It was not unmingled with terror.
Through a peephole in the jungle-painted wing, she watched Mrs Hatchard’s face. Amid her audience of company-official parents, she very quickly came to the realisation that they were being shown an uncensored rendition of a full-blooded Ibo legend. When the princess rushed into the throne room, found her mutilated prince at the foot of the steps and cried, ‘As I feared! My Father has eaten his flesh!’ a thrill (whether of horror or delight) ran visibly across the audience, and Mrs Hatchard, pale as a wraith, half rose from her chair. Inhibition alone restrained her, Joan remarked later with relish, from stopping the show then and there.
But no such restraint was in evidence when she ‘had Maggie in’ the next morning.
She sent a message to Maggie’s house to summon her at eight o’clock in the morning. Hollow-stomached but still with the sweet smell of success in her nostrils, Maggie put on her large picture hat and walked through the drenching heat to the school.
Mrs Hatchard had had eighteen hours to prepare her scene and she was word-perfect. She had dressed and hair-dressed the part — all strong rigid lines and good, English taste. She was wearing her dark glasses with the gilt rims, severe and inscrutable.
‘You know, Mrs Macrae, why I have called you in.’
‘Well,’ said Maggie with a diffident smile, ‘there was such a crush last night after the show, you didn’t have a chance to tell me what you thought of the play.’
‘I was extremely shocked by it.’
‘Oh?’
‘And so, I may say, were many others.’
‘One didn’t notice it from backstage. When an audience is shocked, they don’t usually applaud and cheer like that.’

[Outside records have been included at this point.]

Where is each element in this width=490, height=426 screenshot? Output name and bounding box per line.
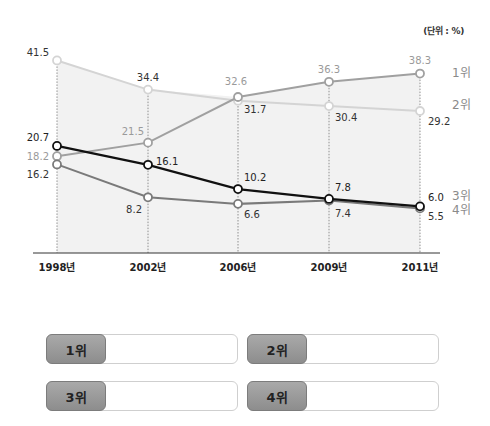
rank-1-input[interactable] — [109, 337, 231, 361]
data-label: 32.6 — [225, 76, 247, 87]
data-label: 8.2 — [126, 204, 142, 215]
answer-box-rank-4: 4위 — [247, 381, 439, 411]
rank-tag-1: 1위 — [46, 334, 106, 364]
x-tick-label: 2006년 — [220, 261, 257, 273]
data-point-4위 — [144, 193, 152, 201]
data-point-3위 — [416, 202, 424, 210]
x-tick-label: 2002년 — [130, 261, 167, 273]
data-point-3위 — [325, 195, 333, 203]
data-label: 21.5 — [122, 126, 144, 137]
data-label: 6.0 — [428, 192, 444, 203]
x-tick-label: 2009년 — [311, 261, 348, 273]
data-label: 36.3 — [318, 64, 340, 75]
data-point-3위 — [53, 142, 61, 150]
rank-tag-4: 4위 — [247, 381, 307, 411]
data-label: 18.2 — [27, 151, 49, 162]
series-end-label: 3위 — [452, 189, 471, 203]
data-label: 34.4 — [137, 72, 159, 83]
data-point-2위 — [144, 86, 152, 94]
rank-2-input[interactable] — [310, 337, 432, 361]
data-point-3위 — [234, 185, 242, 193]
unit-label: (단위 : %) — [423, 24, 464, 37]
answer-box-rank-2: 2위 — [247, 334, 439, 364]
data-label: 16.2 — [27, 169, 49, 180]
data-label: 10.2 — [244, 172, 266, 183]
x-tick-label: 2011년 — [402, 261, 439, 273]
rank-3-input[interactable] — [109, 384, 231, 408]
data-point-2위 — [325, 102, 333, 110]
data-label: 6.6 — [244, 209, 260, 220]
data-point-1위 — [144, 139, 152, 147]
data-point-1위 — [416, 70, 424, 78]
data-label: 16.1 — [156, 156, 178, 167]
data-point-2위 — [53, 56, 61, 64]
data-point-4위 — [53, 160, 61, 168]
series-end-label: 2위 — [452, 98, 471, 112]
data-point-2위 — [416, 107, 424, 115]
data-label: 7.8 — [335, 182, 351, 193]
data-point-4위 — [234, 200, 242, 208]
data-label: 38.3 — [409, 55, 431, 66]
answer-box-rank-1: 1위 — [46, 334, 238, 364]
line-chart: 1998년2002년2006년2009년2011년18.221.532.636.… — [0, 0, 490, 290]
data-point-1위 — [234, 93, 242, 101]
series-end-label: 4위 — [452, 203, 471, 217]
series-end-label: 1위 — [452, 66, 471, 80]
data-label: 5.5 — [428, 211, 444, 222]
data-point-1위 — [53, 152, 61, 160]
rank-4-input[interactable] — [310, 384, 432, 408]
data-label: 30.4 — [335, 112, 357, 123]
data-label: 41.5 — [27, 47, 49, 58]
rank-tag-3: 3위 — [46, 381, 106, 411]
data-label: 20.7 — [27, 132, 49, 143]
data-point-3위 — [144, 161, 152, 169]
data-point-1위 — [325, 78, 333, 86]
data-label: 31.7 — [244, 104, 266, 115]
answer-box-rank-3: 3위 — [46, 381, 238, 411]
rank-tag-2: 2위 — [247, 334, 307, 364]
data-label: 7.4 — [335, 208, 351, 219]
data-label: 29.2 — [428, 116, 450, 127]
x-tick-label: 1998년 — [39, 261, 76, 273]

‘The more — how shall I put it? — naive elements may have responded over-vociferously. Several of the others made a point of approaching me afterwards. To complain, Mrs Macrae, and before you ask, they were not all our people. Several of the Nigerians were very offended. They don’t care to be reminded of their tribal past, which is by no means remote. It was in the poorest taste and I hardly knew how to apologise.’ She coughed and drew herself, if possible, a little straighter, a mannerism she had when about to pontificate. ‘We are here to impart, and, where they exist in the bud, to reinforce, Western values and culture. Could you not have chosen to dramatize one of our splendid classics to enlighten and uplift the children?’

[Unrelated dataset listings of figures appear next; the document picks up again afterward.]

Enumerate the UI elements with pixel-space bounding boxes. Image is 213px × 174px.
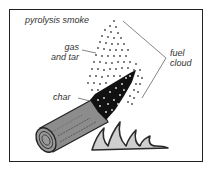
label-fuel-line1: fuel <box>170 48 192 58</box>
label-fuel-line2: cloud <box>170 58 192 68</box>
label-pyrolysis-smoke: pyrolysis smoke <box>25 15 89 25</box>
fuel-cloud-leader-bottom <box>142 58 166 98</box>
label-fuel-cloud: fuel cloud <box>170 48 192 68</box>
label-gas-line1: gas <box>45 42 79 52</box>
label-char: char <box>53 92 71 102</box>
char-leader-line <box>78 98 90 101</box>
label-gas-line2: and tar <box>45 52 79 62</box>
fuel-cloud-leader-top <box>123 21 166 58</box>
gas-leader-line <box>82 50 96 53</box>
flame-icon <box>92 122 168 150</box>
label-gas-and-tar: gas and tar <box>45 42 79 62</box>
combustion-illustration <box>0 0 213 174</box>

‘What a good idea,’ said Maggie warmly. ‘One of the Greek myths, perhaps.’
‘Precisely.’
‘What about Cronus?’
‘Who?’ asked Mrs Hatchard unwarily.
‘Cronus,’ said Maggie blandly. ‘You remember, the one who ate his children.’ The stern face around the sunglasses altered. ‘Not King Onyo’s bite or two, all the lot, “with the bones and the beak”.’

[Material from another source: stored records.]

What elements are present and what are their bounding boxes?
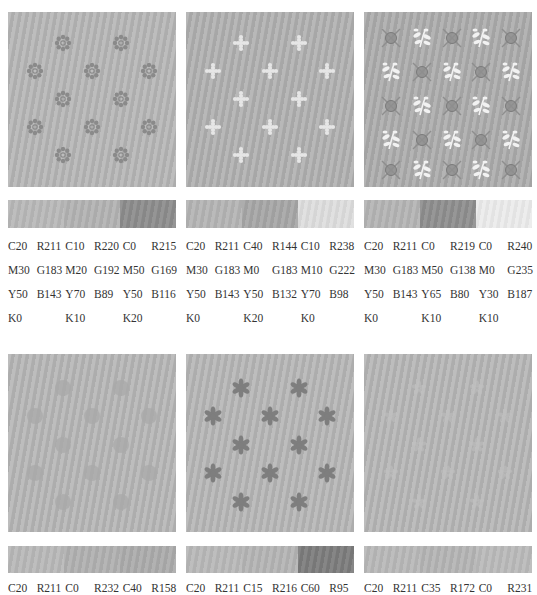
color-chip-2 [242,546,298,573]
flower-icon [381,463,401,487]
color-green-value: G183 [215,264,244,277]
cross-flower-icon [231,89,251,113]
color-chip-2 [242,200,298,228]
color-magenta-value: M50 [123,264,152,277]
empty-cell [94,312,123,325]
color-chip-2 [64,546,120,573]
color-magenta-value: M0 [479,264,508,277]
color-green-value: G222 [329,264,358,277]
color-red-value: R216 [272,582,301,595]
star-flower-icon [260,463,280,487]
cross-flower-icon [317,61,337,85]
color-yellow-value: Y70 [301,288,330,301]
color-black-value: K0 [8,312,37,325]
color-magenta-value: M20 [65,264,94,277]
leaf-sprig-icon [500,129,522,155]
star-flower-icon [317,463,337,487]
color-blue-value: B187 [507,288,536,301]
crossed-circle-icon [411,61,433,87]
color-chip-3 [476,200,532,228]
empty-cell [450,312,479,325]
color-red-value: R211 [37,582,66,595]
color-bar [186,200,354,228]
color-bar [8,200,176,228]
color-red-value: R158 [151,582,180,595]
empty-cell [215,312,244,325]
color-bar [8,546,176,573]
color-red-value: R231 [507,582,536,595]
color-chip-3 [298,200,354,228]
crossed-circle-icon [500,95,522,121]
rosette-icon [111,89,131,113]
color-cyan-value: C0 [123,240,152,253]
color-chip-3 [476,546,532,573]
color-black-value: K0 [364,312,393,325]
empty-cell [272,312,301,325]
color-blue-value: B116 [151,288,180,301]
rosette-icon [53,492,73,516]
leaf-sprig-icon [411,95,433,121]
rosette-icon [139,406,159,430]
color-cyan-value: C20 [8,582,37,595]
color-cyan-value: C20 [364,240,393,253]
rosette-icon [25,61,45,85]
star-flower-icon [231,435,251,459]
color-black-value: K10 [479,312,508,325]
color-green-value: G183 [272,264,301,277]
crossed-circle-icon [380,95,402,121]
flower-icon [467,492,487,516]
crossed-circle-icon [500,27,522,53]
flower-icon [438,406,458,430]
color-yellow-value: Y30 [479,288,508,301]
cross-flower-icon [231,33,251,57]
color-codes: C20R211C10R220C0R215M30G183M20G192M50G16… [8,240,180,325]
color-chip-1 [186,546,242,573]
color-chip-1 [8,200,64,228]
color-yellow-value: Y50 [243,288,272,301]
color-cyan-value: C35 [421,582,450,595]
color-codes: C20R211C15R216C60R95 [186,582,358,595]
rosette-icon [82,463,102,487]
crossed-circle-icon [441,95,463,121]
pattern-swatch [186,354,354,532]
cross-flower-icon [203,61,223,85]
color-magenta-value: M30 [8,264,37,277]
rosette-icon [25,117,45,141]
color-magenta-value: M30 [186,264,215,277]
color-blue-value: B143 [37,288,66,301]
color-chip-2 [420,200,476,228]
star-flower-icon [260,406,280,430]
rosette-icon [139,117,159,141]
leaf-sprig-icon [380,61,402,87]
color-red-value: R211 [393,240,422,253]
color-cyan-value: C40 [123,582,152,595]
leaf-sprig-icon [500,61,522,87]
empty-cell [393,312,422,325]
cross-flower-icon [289,89,309,113]
flower-icon [409,435,429,459]
color-blue-value: B143 [393,288,422,301]
color-black-value: K10 [421,312,450,325]
color-chip-3 [120,546,176,573]
cross-flower-icon [289,33,309,57]
cross-flower-icon [317,117,337,141]
color-red-value: R211 [215,582,244,595]
crossed-circle-icon [470,61,492,87]
color-chip-2 [420,546,476,573]
star-flower-icon [231,378,251,402]
color-cyan-value: C0 [421,240,450,253]
color-chip-3 [298,546,354,573]
star-flower-icon [289,492,309,516]
rosette-icon [111,435,131,459]
cross-flower-icon [231,145,251,169]
cross-flower-icon [289,145,309,169]
color-blue-value: B132 [272,288,301,301]
color-cyan-value: C10 [301,240,330,253]
color-yellow-value: Y65 [421,288,450,301]
empty-cell [329,312,358,325]
color-codes: C20R211C0R232C40R158 [8,582,180,595]
star-flower-icon [317,406,337,430]
color-cyan-value: C40 [243,240,272,253]
rosette-icon [111,378,131,402]
color-cyan-value: C20 [186,582,215,595]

She paused to give the headmistress an opening here, but she was speechless. Maggie softened. ‘I’m sorry, Mrs Hatchard, but our splendid classical myths, as you call them, are just as full of horrors and taboos as any of the local ones. I must say I thought it all went marvellously. The children really rose to the occasion. Honestly, now — weren’t you proud of them? I was. Your choir was lovely, too,’ she added generously.
Mrs Hatchard stared at her dumbly. This was definitely not in her script. Maggie pursued her offensive boldly.
‘Of course if you see it differently, you might want me to stop teaching here.’
Her intended crisp dismissal thus pre-empted, Mrs Hatchard stammered, ‘Do — er … do you wish to leave?’
‘Me? Certainly not! I love it. But of course it’s for you to decide. If you feel I’ve blundered, I suppose you’ll have to let me go. Bit of a pity… I had a marvellous idea for the Christmas show.’ She folded her hands on her knee demurely and gazed wide-eyed at the black blanks of Mrs Hatchard’s sunglasses.
Maggie’s teaching career continued. Joan was overjoyed, as well as hugely impressed by what amounted to the rout of Mrs Hatchard, who in the end had almost begged Maggie to stay on.
‘And you’re the winner in more ways than one! You’ve struck a blow for colonial wives against the daybed and the bridge party. Who was that Victorian feminist who said, “A woman who works is by that alone better than one who does not”? I couldn’t agree more! Though there are some who won’t forgive you for it. You’re letting the side down, making them feel perhaps there’s more to life than the wretched little gossipy tea-parties you and I are too busy to go to.’
One Sunday there was a pre-lunch cocktail affair that Maggie had felt obliged, by Bruce and by the fact that her turn was well overdue, to give. All Bruce’s immediate circle of colleagues and their wives had to be invited.
If these had seemed shallow and boring at first, they seemed far more so now that they had been thoroughly chewed over till they were tasteless, like inferior chewing-gum; the trouble was, Maggie was not in a position to spit them out. There was no real escape.
The company this particular day was abuzz with a really exciting titbit. A new female worker from America had arrived to augment the local Anglican mission. Her name, appropriately enough, was Angela, and it appeared she was a far cry from the WC’s received ideas of a missionary, being young, blonde, and pretty to the point of downright seductiveness, according to several of the men who had seen her.
The women were inclined to be disapproving (due, perhaps, to some natural wifely anxieties) but the men loudly welcomed the newcomer and made a lot of heavy jokes about the salutary effect her advent was likely to have on the Company members’ religious observances. Bruce’s somewhat lubricious contribution was that the male members of the mission would obviously get first go and that oil company staff would have to wait in line after Sunday service.
This was poorly received by the women, who nevertheless settled down happily to a bitch-in about the newcomer, which got sorely on Maggie’s nerves.
Turning to Joan, who was hovering on the
fringes gloomily downing her habitual pint of iced beer, Maggie muttered, ‘Can’t you stop them? Poor girl! We haven’t even set eyes on her and already her character’s in shreds.’
Joan, however, was low-spirited from boredom. ‘Can’t be bothered,’ she said shortly. ‘They’re your guests. You stop ’em.’
So Maggie elbowed Margaret aside for once.
‘Tell me,’ she asked innocently, into a lull while William refilled glasses, ‘has this Angela actually been caught in bed with any of our husbands yet?’ Joan snorted into her beer froth; otherwise the lull was startlingly prolonged. ‘Because if not,’ Maggie continued, ‘I wonder if we’re not overestimating their attractions. After all, if she sees herself as a bride of Christ, what on earth have we got to worry about?’
After they’d all gone home, Joan gave Maggie one of her great exuberant hugs.
‘Top marks! First class!’ she exclaimed delightedly. Bruce, on the other hand, accorded her neither hugs nor praise, but stalked off without a word — he considered she had broken the rules. Neither he nor Maggie could have dreamt what a radical change the much maligned Angela was to have on their lives.
CHAPTER FOURTEEN
Maggie had not realised the degree of Bruce’s attachment to the African continent. So far as she was aware, the Company’s writ would run just so long as they saw fit to keep Bruce in the tropics, and this did not generally exceed four or five years, due to the unwholesome climate. So she looked forward, almost without thought, to a return to Britain within the next year or so.